Galen Rowell: A Retrospective
Galen A. Rowell - 2006
When he and his wife and business partner, Barbara Cushman Rowell, perished in a small-plane crash in 2002, he had just completed a landmark assignment for National Geographic and had begun making stunning new images of his favorite old haunts in the Sierra Nevada.Fortunately for us, his productivity was immense and his photographs eticulously archived, making possible this first and only comprehensive retrospective of his work. It includes more than 175 images representing all phases and dimensions of Rowell’s singular career, chosen by the editors with whom he worked most closely, overseen by his family and studio colleagues, and reproduced to the highest standards of lithography from digital masters of his 35mm frames. Complementing and illuminating the pictures are essays and commentaries by Rowell’s friends and associates from the worlds of mountaineering, conservation, photography, and publishing, along with an in-depth biographical introduction by Robert Roper and an appreciation of his work by photography critic Andy Grundberg.
Elliott Erwitt: Snaps
Murray Sayle - 2001
A member of the prestigious Magnum agency since 1954, he has photographed all over the world and his images have been the subject of many books and exhibitions.Containing over 500 pictures, over half of which have never been published before, Elliott Erwitt Snaps is a unique and comprehensive survey of his work. From famous images such as Nikita Khrushchev and Richard Nixon arguing in Moscow in 1959 and Marilyn Monroe with the cast of the movie The Misfits, to his many more personal images of places, things, people and animals, Erwitt's unmistakable, often witty, style gives us a snapshot of the famous and the ordinary, the strange and the mundane over a period of more than half a century, through the lens of one of the period's finest image-makers.The book is arranged in nine chapters, each with a one-word title: Look, Move, Play, Read, Rest, Touch, Tell, Point, Stand.

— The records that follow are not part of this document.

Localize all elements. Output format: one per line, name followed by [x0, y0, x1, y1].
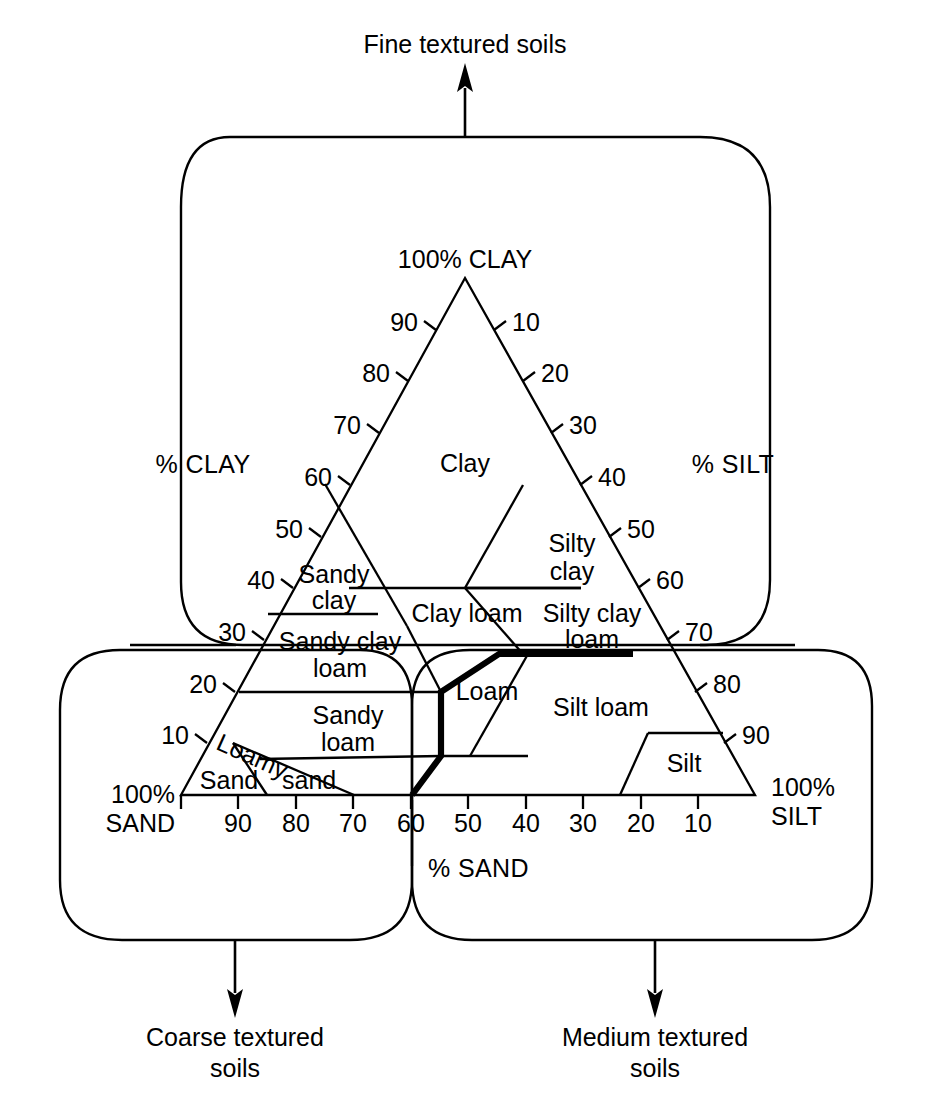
bottom-tick-label-50: 50 — [454, 809, 482, 837]
label-sandy-clay-2: clay — [312, 586, 357, 614]
label-sandy-clay-loam-2: loam — [313, 654, 367, 682]
highlighted-boundary — [412, 654, 633, 795]
callout-medium-1: Medium textured — [562, 1023, 748, 1051]
right-tick-label-40: 40 — [598, 463, 626, 491]
callout-coarse-2: soils — [210, 1054, 260, 1082]
bottom-tick-label-30: 30 — [569, 809, 597, 837]
left-tick-label-80: 80 — [362, 359, 390, 387]
apex-label: 100% CLAY — [398, 245, 533, 273]
label-sandy-clay-loam-1: Sandy clay — [279, 627, 402, 655]
right-tick-80 — [695, 683, 707, 692]
right-axis-ticks — [494, 321, 736, 743]
left-tick-20 — [223, 683, 235, 692]
bottom-tick-label-20: 20 — [627, 809, 655, 837]
label-silty-clay-1: Silty — [548, 529, 596, 557]
label-loam: Loam — [456, 677, 519, 705]
triangle-outline — [181, 278, 755, 795]
label-sand: Sand — [200, 766, 258, 794]
arrow-bottom-right-head — [647, 989, 663, 1018]
left-tick-60 — [338, 476, 350, 485]
bottom-axis-ticks — [181, 795, 698, 809]
diagram-canvas: 100% CLAY 100% SAND 100% SILT % CLAY % S… — [0, 0, 933, 1106]
label-silty-clay-2: clay — [550, 557, 595, 585]
right-tick-10 — [494, 321, 506, 330]
right-tick-label-20: 20 — [541, 359, 569, 387]
arrow-top-head — [457, 63, 473, 92]
left-tick-label-20: 20 — [189, 670, 217, 698]
callout-fine-textured: Fine textured soils — [364, 30, 567, 58]
soil-texture-triangle-figure: 100% CLAY 100% SAND 100% SILT % CLAY % S… — [0, 0, 933, 1106]
label-sandy-loam-2: loam — [321, 728, 375, 756]
left-tick-label-40: 40 — [247, 566, 275, 594]
right-tick-40 — [580, 476, 592, 485]
boundary-silty-clay-diagonal — [465, 485, 523, 588]
label-loamy-sand-2: sand — [282, 766, 336, 794]
fine-medium-divider — [412, 654, 633, 795]
label-silty-clay-loam-2: loam — [565, 625, 619, 653]
left-tick-label-50: 50 — [275, 515, 303, 543]
label-clay: Clay — [440, 449, 491, 477]
callout-coarse-1: Coarse textured — [146, 1023, 324, 1051]
bottom-tick-label-80: 80 — [282, 809, 310, 837]
right-tick-30 — [551, 424, 563, 433]
left-tick-label-10: 10 — [161, 721, 189, 749]
right-corner-label-2: SILT — [771, 802, 822, 830]
right-tick-90 — [724, 734, 736, 743]
label-silt: Silt — [667, 749, 702, 777]
right-tick-label-30: 30 — [569, 411, 597, 439]
left-tick-10 — [195, 734, 207, 743]
boundary-sandy-clay-loam-right — [407, 626, 441, 692]
right-tick-50 — [609, 528, 621, 537]
bottom-tick-label-90: 90 — [224, 809, 252, 837]
left-tick-label-90: 90 — [390, 308, 418, 336]
triangle-edges — [181, 278, 755, 795]
label-silty-clay-loam-1: Silty clay — [543, 599, 642, 627]
right-tick-label-70: 70 — [685, 618, 713, 646]
arrow-bottom-left-head — [227, 989, 243, 1018]
axis-right-label: % SILT — [692, 450, 775, 478]
right-tick-label-60: 60 — [656, 566, 684, 594]
label-sandy-clay-1: Sandy — [299, 560, 370, 588]
left-tick-label-30: 30 — [218, 618, 246, 646]
callout-medium-2: soils — [630, 1054, 680, 1082]
left-tick-50 — [309, 528, 321, 537]
outer-callout-labels: Fine textured soils Coarse textured soil… — [146, 30, 748, 1082]
label-sandy-loam-1: Sandy — [313, 701, 384, 729]
label-silt-loam: Silt loam — [553, 693, 649, 721]
axis-bottom-label: % SAND — [428, 854, 529, 882]
left-tick-80 — [396, 372, 408, 381]
left-tick-label-70: 70 — [333, 411, 361, 439]
right-tick-70 — [667, 631, 679, 640]
right-tick-label-90: 90 — [742, 721, 770, 749]
right-corner-label-1: 100% — [771, 773, 835, 801]
right-tick-60 — [638, 579, 650, 588]
left-corner-label-1: 100% — [111, 780, 175, 808]
right-tick-label-80: 80 — [713, 670, 741, 698]
left-tick-30 — [252, 631, 264, 640]
left-tick-label-60: 60 — [304, 463, 332, 491]
left-tick-40 — [281, 579, 293, 588]
axis-left-label: % CLAY — [155, 450, 250, 478]
tick-marks — [181, 321, 736, 809]
left-corner-label-2: SAND — [106, 809, 175, 837]
bottom-tick-label-60: 60 — [397, 809, 425, 837]
right-tick-label-50: 50 — [627, 515, 655, 543]
left-tick-90 — [424, 321, 436, 330]
boundary-silt-left — [620, 733, 648, 795]
left-tick-70 — [367, 424, 379, 433]
bottom-tick-label-10: 10 — [684, 809, 712, 837]
label-clay-loam: Clay loam — [411, 599, 522, 627]
right-tick-label-10: 10 — [512, 308, 540, 336]
right-tick-20 — [523, 372, 535, 381]
bottom-tick-label-70: 70 — [339, 809, 367, 837]
bottom-tick-label-40: 40 — [512, 809, 540, 837]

For Erwitt, whose photography is a study and celebration of life, these are the basic actions of life - the things people do. The photographs are not intended to illustrate the words, but the words act as a means of grouping and organizing, making broad connections and also playing with pun and ambiguity, in keeping with the visual games Erwitt plays.
Joel Meyerowitz: How I Make Photographs
Joel Meyerowitz - 2001
Each volume is dedicated to the work of one key photographer who, through a series of bite-sized lessons and ideas, tells you everything you always wanted to know about their approach to taking photographs. From their influences, ideas and experiences, to tech tips and best shots. The series begins with Joel Meyerowitz, who will teach you, among other essentials: How to use a camera to reclaim the streets as your own, why you need to watch the world always with a sense of possibility, how to set your subjects at ease, and the importance of being playful and of finding a lens that suits your personality.